'Baby Skylar' cold case: Newborn found dead at Phoenix Sky Harbor Airport, mother arrested

Police say a woman has been arrested nearly 20 years after her newborn baby was found dead at Phoenix Sky Harbor International Airport.

"Baby Skylar" was found wrapped in newspapers and a towel, and stuffed in a hotel plastic bag in a trash can in a Terminal 4 women's restroom at the airport on Oct. 10, 2005.

"They discovered a female newborn, wrapped in newspapers, and a white towel, stuffed in a plastic bag with red Marriott Lettering, deceased," said Lt. James Hester with the Phoenix Police Homicide Unit.

"It's disgusting. Disgusting. Who would do such a thing?" said a person during an interview in 2005.

The infant's death was ruled a homicide, and the manner of death was suffocation.

For years, detectives worked the case, even releasing a composite back in 2017 of what they believed the mother of the child looked like.

In 2021, the FBI helped officers use genetic genealogy to find a maternal match for the victim. That was cross-referenced with DNA collected from the scene.

"Through the genealogy, we identified someone in the family tree, That person consented to a sample and led the investigation further to Ms. Anderson," said Dan Horan with the FBI Violent Crime Task Force.

Also Read: What is genetic genealogy?

Court documents show plainclothes officers asked Annie Anderson to come outside her home in Arlington, Wash., to look at her car. That’s when police arrested her, just three days before Christmas, without incident.

Anderson is accused of multiple criminal offenses, including murder and abandonment or concealment of a dead body.

"This community that we serve rightfully expects that all of our victims are never forgotten," said Lt. Hester.

The murder case went unsolved for years as investigators used different technologies in hopes of finding the baby's mother.

Annie Anderson Baby Skylar

Annie Anderson, 51, was arrested after a dead infant was found wrapped in a bag in a trash can in a Terminal 4 women's restroom at the airport in October 2005.

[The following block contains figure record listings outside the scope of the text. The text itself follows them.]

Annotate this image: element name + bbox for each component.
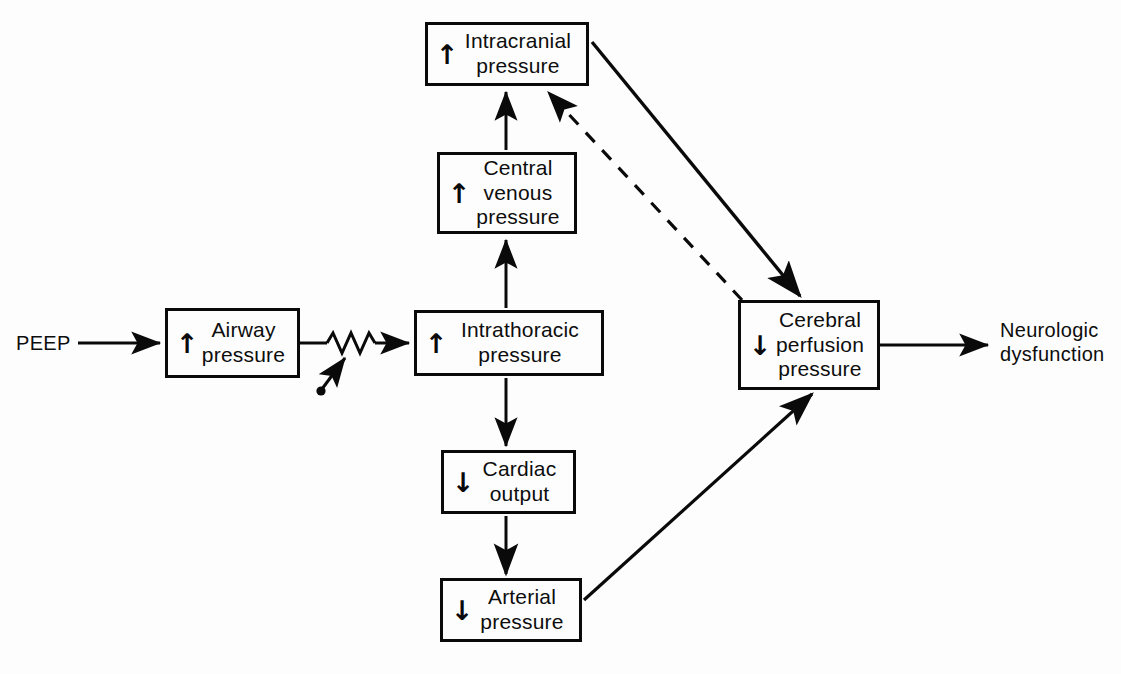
resistor-zigzag: [327, 333, 375, 353]
resistor-wiper-dot: [316, 386, 325, 395]
node-label: Intracranial pressure: [460, 29, 586, 79]
node-intracranial-pressure[interactable]: ↑ Intracranial pressure: [425, 22, 589, 86]
node-label: Airway pressure: [200, 318, 297, 368]
resistor-wiper-arrow: [322, 358, 345, 389]
node-label: Central venous pressure: [472, 156, 574, 230]
node-intrathoracic-pressure[interactable]: ↑ Intrathoracic pressure: [414, 310, 604, 376]
connector-airway-to-intrathoracic: [300, 333, 409, 396]
node-cardiac-output[interactable]: ↓ Cardiac output: [441, 450, 576, 514]
down-arrow-icon: ↓: [449, 597, 475, 624]
diagram-canvas: ↑ Intracranial pressure ↑ Central venous…: [0, 0, 1121, 674]
up-arrow-icon: ↑: [446, 180, 472, 207]
connector-arterial-to-cerebral-perfusion: [584, 394, 812, 600]
down-arrow-icon: ↓: [450, 469, 476, 496]
node-arterial-pressure[interactable]: ↓ Arterial pressure: [440, 578, 582, 642]
label-peep: PEEP: [16, 331, 71, 355]
node-central-venous-pressure[interactable]: ↑ Central venous pressure: [437, 152, 577, 234]
node-label: Cardiac output: [476, 457, 573, 507]
connector-intracranial-to-cerebral-perfusion: [592, 42, 800, 296]
up-arrow-icon: ↑: [423, 330, 449, 357]
up-arrow-icon: ↑: [434, 41, 460, 68]
node-cerebral-perfusion-pressure[interactable]: ↓ Cerebral perfusion pressure: [738, 300, 880, 390]
up-arrow-icon: ↑: [174, 330, 200, 357]
node-airway-pressure[interactable]: ↑ Airway pressure: [165, 308, 300, 378]
node-label: Arterial pressure: [475, 585, 579, 635]
connector-cerebral-perfusion-to-intracranial: [548, 92, 742, 300]
node-label: Intrathoracic pressure: [449, 318, 601, 368]
label-neurologic-dysfunction: Neurologic dysfunction: [1000, 318, 1104, 366]
node-label: Cerebral perfusion pressure: [773, 308, 877, 382]
down-arrow-icon: ↓: [747, 332, 773, 359]
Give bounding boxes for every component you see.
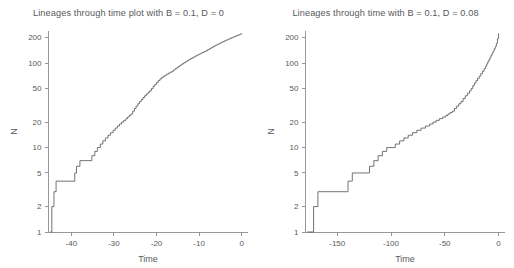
x-tick-label: 0 [239, 239, 244, 248]
y-tick-label: 1 [294, 228, 299, 237]
y-tick-label: 5 [37, 169, 42, 178]
x-axis-title: Time [138, 254, 158, 264]
y-tick-label: 50 [33, 84, 42, 93]
lineage-curve [307, 33, 498, 232]
y-tick-label: 20 [290, 118, 299, 127]
plot-canvas-left: 125102050100200-40-30-20-100TimeN [0, 0, 257, 268]
y-tick-label: 10 [290, 143, 299, 152]
x-tick-label: -100 [383, 239, 400, 248]
y-axis-title: N [266, 128, 276, 135]
plot-panel-right: Lineages through time with B = 0.1, D = … [257, 0, 514, 268]
y-tick-label: 100 [285, 59, 299, 68]
x-tick-label: -50 [439, 239, 451, 248]
x-tick-label: -20 [151, 239, 163, 248]
y-tick-label: 100 [28, 59, 42, 68]
y-tick-label: 50 [290, 84, 299, 93]
y-tick-label: 2 [37, 202, 42, 211]
y-tick-label: 1 [37, 228, 42, 237]
y-tick-label: 200 [28, 33, 42, 42]
x-tick-label: 0 [496, 239, 501, 248]
y-tick-label: 5 [294, 169, 299, 178]
x-axis-title: Time [395, 254, 415, 264]
x-tick-label: -30 [108, 239, 120, 248]
y-axis-title: N [9, 128, 19, 135]
y-tick-label: 2 [294, 202, 299, 211]
y-tick-label: 200 [285, 33, 299, 42]
x-tick-label: -10 [193, 239, 205, 248]
plot-canvas-right: 125102050100200-150-100-500TimeN [257, 0, 514, 268]
lineages-through-time-figure: Lineages through time plot with B = 0.1,… [0, 0, 514, 268]
y-tick-label: 20 [33, 118, 42, 127]
x-tick-label: -150 [329, 239, 346, 248]
x-tick-label: -40 [66, 239, 78, 248]
y-tick-label: 10 [33, 143, 42, 152]
lineage-curve [50, 33, 241, 232]
plot-panel-left: Lineages through time plot with B = 0.1,… [0, 0, 257, 268]
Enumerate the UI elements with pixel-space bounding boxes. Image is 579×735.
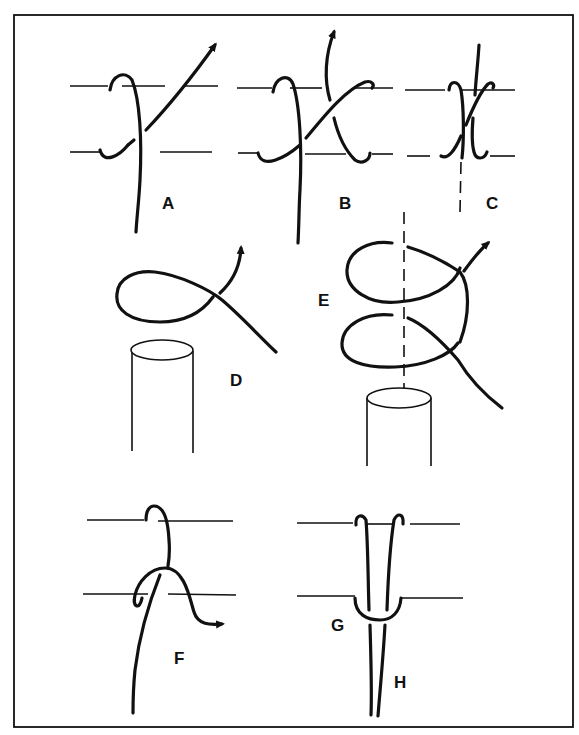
label-h: H [394, 673, 406, 692]
panel-d: D [117, 248, 276, 453]
panel-c: C [405, 45, 515, 213]
label-c: C [486, 194, 498, 213]
label-g: G [331, 616, 344, 635]
panel-gh: G H [297, 515, 463, 716]
label-e: E [318, 291, 329, 310]
panel-e: E [318, 242, 502, 466]
panel-a: A [70, 45, 218, 232]
panel-b: B [237, 32, 393, 243]
figure-frame [14, 15, 573, 727]
panel-f: F [83, 506, 236, 713]
label-f: F [174, 649, 184, 668]
label-d: D [230, 371, 242, 390]
label-a: A [162, 194, 174, 213]
label-b: B [339, 194, 351, 213]
knot-diagram: A B C D [0, 0, 579, 735]
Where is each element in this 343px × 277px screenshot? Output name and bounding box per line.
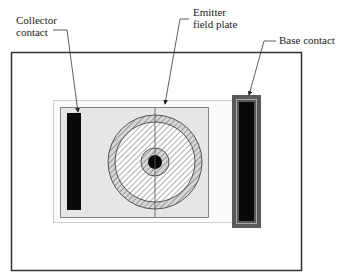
transistor-layout-diagram	[0, 0, 343, 277]
base-contact-metal	[239, 102, 254, 221]
collector-contact	[67, 113, 81, 210]
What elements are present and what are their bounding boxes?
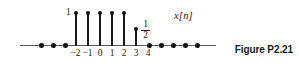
sample-dot bbox=[195, 43, 200, 48]
stem-head-dot-half bbox=[134, 27, 139, 32]
stem-plot: 1 1 2 −2 −1 0 1 2 3 4 x[n] bbox=[0, 0, 220, 69]
amplitude-label-one: 1 bbox=[66, 8, 71, 18]
sample-dot bbox=[63, 43, 68, 48]
stem-line bbox=[87, 13, 89, 46]
sample-dot bbox=[39, 43, 44, 48]
stem-head-dot bbox=[74, 11, 79, 16]
stem-line bbox=[111, 13, 113, 46]
stem-line bbox=[75, 13, 77, 46]
stem-head-dot bbox=[110, 11, 115, 16]
sample-dot bbox=[171, 43, 176, 48]
figure-container: 1 1 2 −2 −1 0 1 2 3 4 x[n] Figure P2.21 bbox=[0, 0, 299, 69]
stem-head-dot bbox=[98, 11, 103, 16]
stem-head-dot bbox=[122, 11, 127, 16]
amplitude-label-half: 1 2 bbox=[141, 20, 150, 40]
stem-line-half bbox=[135, 29, 137, 46]
stem-line bbox=[123, 13, 125, 46]
sample-dot bbox=[51, 43, 56, 48]
fraction-denominator: 2 bbox=[141, 31, 150, 40]
stem-line bbox=[99, 13, 101, 46]
sample-dot bbox=[159, 43, 164, 48]
figure-caption: Figure P2.21 bbox=[235, 44, 293, 55]
axis-tick-label: 4 bbox=[141, 49, 155, 59]
sample-dot bbox=[183, 43, 188, 48]
fraction-numerator: 1 bbox=[141, 20, 150, 29]
signal-name-label: x[n] bbox=[174, 11, 193, 22]
stem-head-dot bbox=[86, 11, 91, 16]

In 2017, a tool called "Snapshot" used DNA that was left on "Baby Skylar" to create a composite sketch of the mother

A few years later, investigators say they were able to identify a potential maternal match for the victim.

"Investigators cross-referenced the potential match with evidence originally collected at the scene and identified the probable mother of Baby Skylar," police said. 

Anderson, 51, has been extradited to Arizona and was booked into Maricopa County Jail.